Monday, June 12, 2006
Dear Andy,
June 5, 2006
I was first arrested opposing the American war against Viet Nam in October 1965. Thirty-nine of us were arrested disrupting a draft board by blocking the entrances and throwing files around. The war was illegal and unjust, and while I didn’t know much, I could see this plainly.
The Weather group was a faction of Students for a Democratic Society. I’d been a national officer—Education Secretary—of SDS and a founder of Weather when I was twenty-three-years-old. We went underground after an explosion killed my girl-friend and two other close friends, and we decided to stay free rather get entangled in the criminal justice nightmare. We wanted to survive what we saw as an impending American fascism in order to fight the empire. We wanted to organize the armed struggle.
We were (and are) radicals, which means we wanted fundamental, not superficial change. Radical means going to the root, connecting issues, analyzing deep causes of war, racism, exploitation and oppression.
We were never “terrorists,” never attacking people to frighten or coerce them. The US forces in Viet Nam were terrorists. I’m not a tactician, however, and I think tactics always have to flow from the conditions you find, and the goals you have. When we destroyed property, symbolic targets of war and racism, an overwhelming majority of Americans opposed the war as thousands of Vietnamese were being slaughtered every week in our name. We were the anti-terrorists.

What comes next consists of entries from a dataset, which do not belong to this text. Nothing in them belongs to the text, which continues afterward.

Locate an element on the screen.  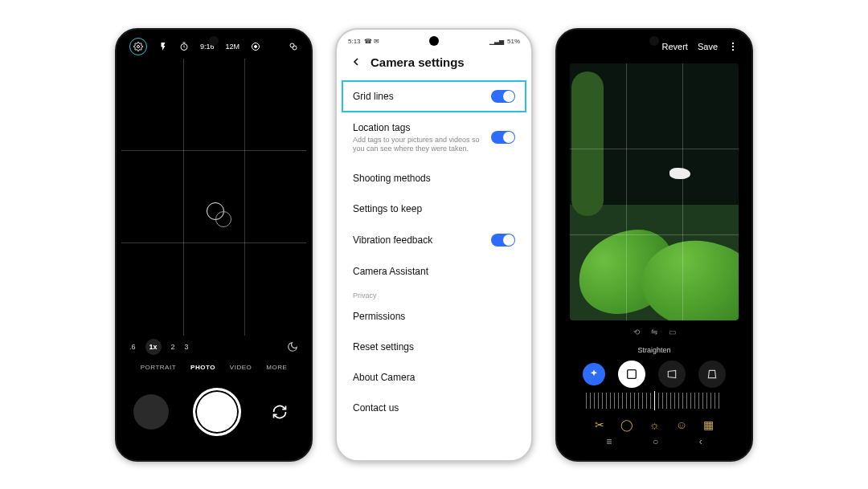
flash-icon is located at coordinates (163, 47).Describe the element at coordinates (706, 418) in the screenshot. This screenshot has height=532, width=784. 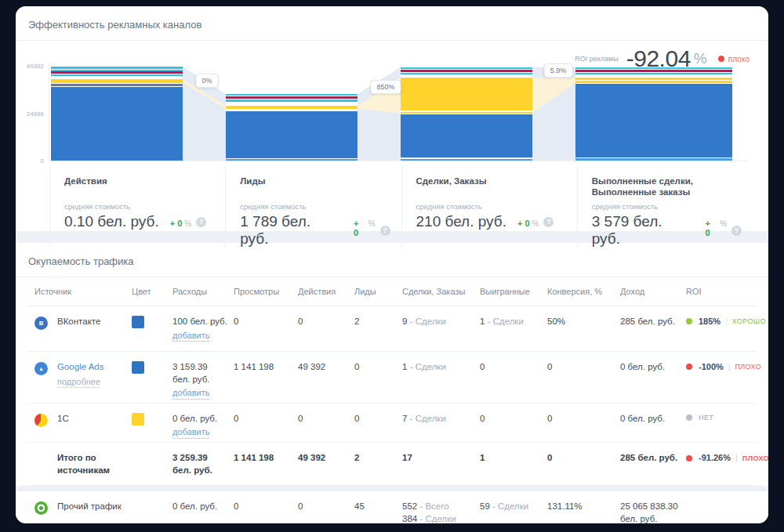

I don’t know what we accomplished, but I’m sure we didn’t do enough. My biggest regret: my dogmatic, inflexible thinking, my intolerance of and impatience with potential allies. I don’t regret hurling myself against the war-mongers.
I was first arrested opposing the American war against Viet Nam in October 1965. Thirty-nine of us were arrested disrupting a draft board by blocking the entrances and throwing files around. The war was illegal and unjust, and while I didn’t know much, I could see this plainly.
The Weather group was a faction of Students for a Democratic Society. I’d been a national officer—Education Secretary—of SDS and a founder of Weather when I was twenty-three-years-old. We went underground after an explosion killed my girl-friend and two other close friends, and we decided to stay free rather get entangled in the criminal justice nightmare. We wanted to survive what we saw as an impending American fascism in order to fight the empire. We wanted to organize the armed struggle.
We were (and are) radicals, which means we wanted fundamental, not superficial change. Radical means going to the root, connecting issues, analyzing deep causes of war, racism, exploitation and oppression.
We were never “terrorists,” never attacking people to frighten or coerce them. The US forces in Viet Nam were terrorists. I’m not a tactician, however, and I think tactics always have to flow from the conditions you find, and the goals you have. When we destroyed property, symbolic targets of war and racism, an overwhelming majority of Americans opposed the war as thousands of Vietnamese were being slaughtered every week in our name. We were the anti-terrorists.
I don’t know what we accomplished, but I’m sure we didn’t do enough. My biggest regret: my dogmatic, inflexible thinking, my intolerance of and impatience with potential allies. I don’t regret hurling myself against the war-mongers.